Why Korea's Students Take to the Streets

AS a boy in South Korea, I often heard my mother's account of her flight from North Korea shortly before the outbreak of the Korean war. She had to bribe Russian soldiers with a watch to cross the border. The war prevented her family from joining her, and she has not seen them since she left. The war years and those afterward were a period of great privation for her generation. But I was more interested in discoth`eques and pop songs than in her tales. I had a hard time relating to her generation, just as she could not understand mine.

I understand my mother's outlook better, now, but I also understand what lies behind the student demonstrations in South Korea. Although I don't agree with all of their positions, I know where the students are ``coming from.''

Three-quarters of Korea's population were born since the Korean war. Young Koreans have a different political outlook from that of their parents. Older Koreans, who were brought up with Confucian ethics and under authoritarian regimes, think it is impossible to challenge the government. Often they regard a president as a king. Defiance is unthinkable.

Young Koreans who were brought up in Western-style education hold different views. They do not simply accept their government at face value. Students are not afraid to speak out and ask questions. They feel that they have a special mission to represent their people because others do not dare to speak out.

In the past, the main thrust of student movements was to bring democratic reform to their country. Recently students have begun to add very delicate topics to their agenda, however.

One of the Korean students' mottoes is ``Yankee go home.'' They want US troops to leave the country.

To the older Koreans, the demand is premature. Can South Korea defend itself from North Korea without help from the United States?, they ask. The North Korean Army is much larger than that of South Korea. The 40,000 US Army troops in Korea have been filling the gap.

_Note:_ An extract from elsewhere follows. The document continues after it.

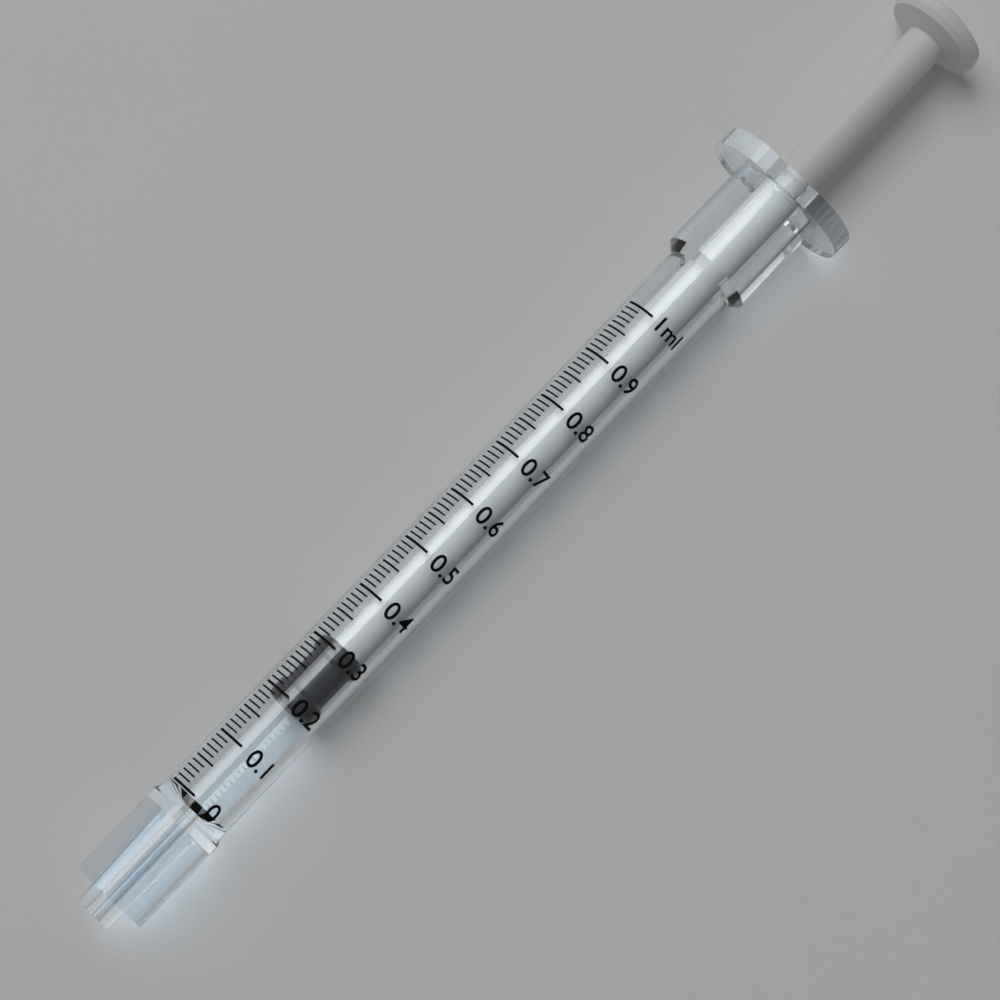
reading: 0.19 ml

But the students' main question is: How long will US troops remain? One Korean political analyst asks how Americans would feel if South Korea sent its troops to guard the US and a Korean general commanded all the American troops in the US? This is what has been happening in Korea. A four-star US general controls 629,000 Korean troops in South Korea. Not many Koreans are happy about this. Eventually, this analyst says, South Koreans must learn to stand on their own feet.

Another student issue is unification of the two Koreas. Most older Koreans laugh at this idea. To those who went through the Korean war, the students' demand is unrealistic and naive. So many people were killed by North Korean communists; millions of families were separated as a result of the war. They don't trust North Korea.

Korean students argue that Korea has a 5,000-year history as a nation, whereas it has been divided in two for only 43 years. Students don't realize how much the two Koreas have changed during that 43-year separation, however. The leader of North Korea, Kim Il Sung, built a regime that is totally closed to the West. Nobody knows what is really going on inside.

South Korea has had a less authoritarian dictatorship, compared with that of the North. Even though South Korea has a history of political turmoil, the fervor for democracy forced the country to move toward a more open society.

As a young Korean who has witnessed the student movement, I have great respect for students' courage to speak out and for their fresh perspective. But I also have concerns. One is about the violent demonstration method employed by students. Violence creates more violence. Also, I see problems with students' simplistic logic. Many times they describe political situations as either right or wrong. There is no middle ground, no compromise.

When I was a student, I thought as a student. I now realize that life is not always black and white.

Whenever I complained about certain things, my mother used to say, ``In life we cannot always taste sweet things, oftentimes we have to taste bitter and still learn to smile.'' Maybe this is something we young Koreans still need to learn.